Hi First name / friend,
Flying from DC to California is expensive, especially around the holidays… but for two adults, driving costs more. So why exactly did we drive all that way? Well, my partner Geoff had just come out of campaign mode at work and he said he “needed to drive for spiritual reasons.” Basically, I think he wanted space to zone out and just be.
Rather than fly back by myself, I opted to do the return drive with Geoff and our dog Winnie. Though it would have been nice to have a week at home alone (with Olive 🦊) to prep for the new year and get ready for my winter urban design class, I’m glad I did it. I have pretty intense driving anxiety on freeways these days, so I spent a lot of time staring out at the scenery and googling just about everything that popped into my head — mostly questions about the places we drove through, including Route 66.
Route 66 has a fascinating history. It was glorified in John Steinbeck’s The Grapes of Wrath as the “Mother Road” and appears in a ton of mid-century and modern pop culture. It’s the path many took during the Dust Bowl, leaving the plains in the south central U.S. to head for supposed greener pastures in California.
(Here’s a
great timeline on the Dust Bowl from the University of Nebraska’s National Drought Mitigation Center. Give it a skim — the Dust Bowl was about so much more than drought.)
It’s basically impossible to talk about housing without talking about land use policies. The way people move (and the reasons why they move) all impact how communities form and take shape. All along Route 66, an industry started to form to cater to travelers and truck drivers — from diners and motels to kitschy roadside attractions — and this continued well into the post-WWII period when more people could afford cars.
Because this is America, Route 66 wasn’t a grand ol’ time for everyone. “
On Route 66, every mile was a minefield. Businesses with three “K”s in the title, such as the Kozy Kottage Kamp or the Klean Kountry Kottages, were code for the Ku Klux Klan and served only white customers,” writes Candacy Taylor in
a 2016 article for
The Atlantic (TW: this article describes gruesome violence).
This is where guidebooks like the Green Book came into play, designed to help Black people travel through the country without the risk of embarrassment over being turned away, or worse.
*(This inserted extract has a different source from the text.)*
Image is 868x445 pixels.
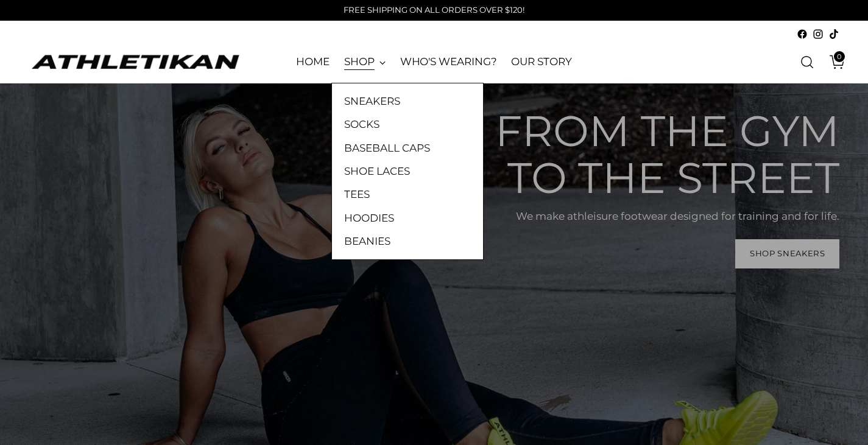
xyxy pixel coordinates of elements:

Route 66 wasn’t uniquely racist, but the “open road marketing,” as Taylor describes it, is deceptive. Today’s nostalgia tourism along the historic route presents an incomplete picture at best, a whitewashed version of the history at worst. That said, I think it’s possible to reshape the way we experience places while also acknowledging the hurt.
It’s pretty wild to imagine a major highway running right through the center of several small towns (cars near people generally = dangerous), and at the same time, many of those towns existed
because the road went through them. As historian
Daniel Milanowski wrote, “Migration and tourism shaped towns along Route 66 even before the road was officially established in 1926. But the Interstate Highway System decimated many of these communities when it circumvented Route 66 in the late 1970s and early 1980s.”
Route 66 is no longer part of the Interstate Highway System, but the Historic Route remains a huge tourism draw.
In 2019, a federal grant program that helped bolster towns along the route ended. In the nearly four years since then, the tourism industry as a whole faltered thanks to covid. This whole story makes me wonder if it’s possible to eke out a prosperous life outside of a big city (according to my urban econ professor, no, not in the long term. He and I are not on the same page lol).
I spend a lot of time thinking about the barriers to housing access in large cities like Washington, DC. At the same time, I’m increasingly curious about the economic situation in smaller cities and former boom towns, like many of the ones we drove through last month.
Housing is expensive just about everywhere in the U.S., but it’s relative. Our ability to afford the place we live depends greatly on our ability to find a job that pays enough. And in a town that relies on tourism, what are the options when the tourists don’t come?
While I have no intention to move to a small town (for now), our journey did make me think about the value of tourism dollars and where we spend them. Should a goal of intentional travel be to visit places that need the tourism money more than, say, the destinations on a best-of list? I’m not sure what the answer is, but I want to keep digging.
(Candidly, I hope to do more travel-based, place-based exploration this year, though much of this depends on my finances and whether I take on a summer internship.)
Feel free to reply (or leave a comment on the site) with your thoughts. I would truly love to hear them!
Until next time,
Dominique
PS — For those curious, our drive took 7 days and our stops were Barstow, CA → Winslow, AZ → Santa Fe, NM → Oklahoma City, OK → Memphis, TN → Bristol, VA → DC.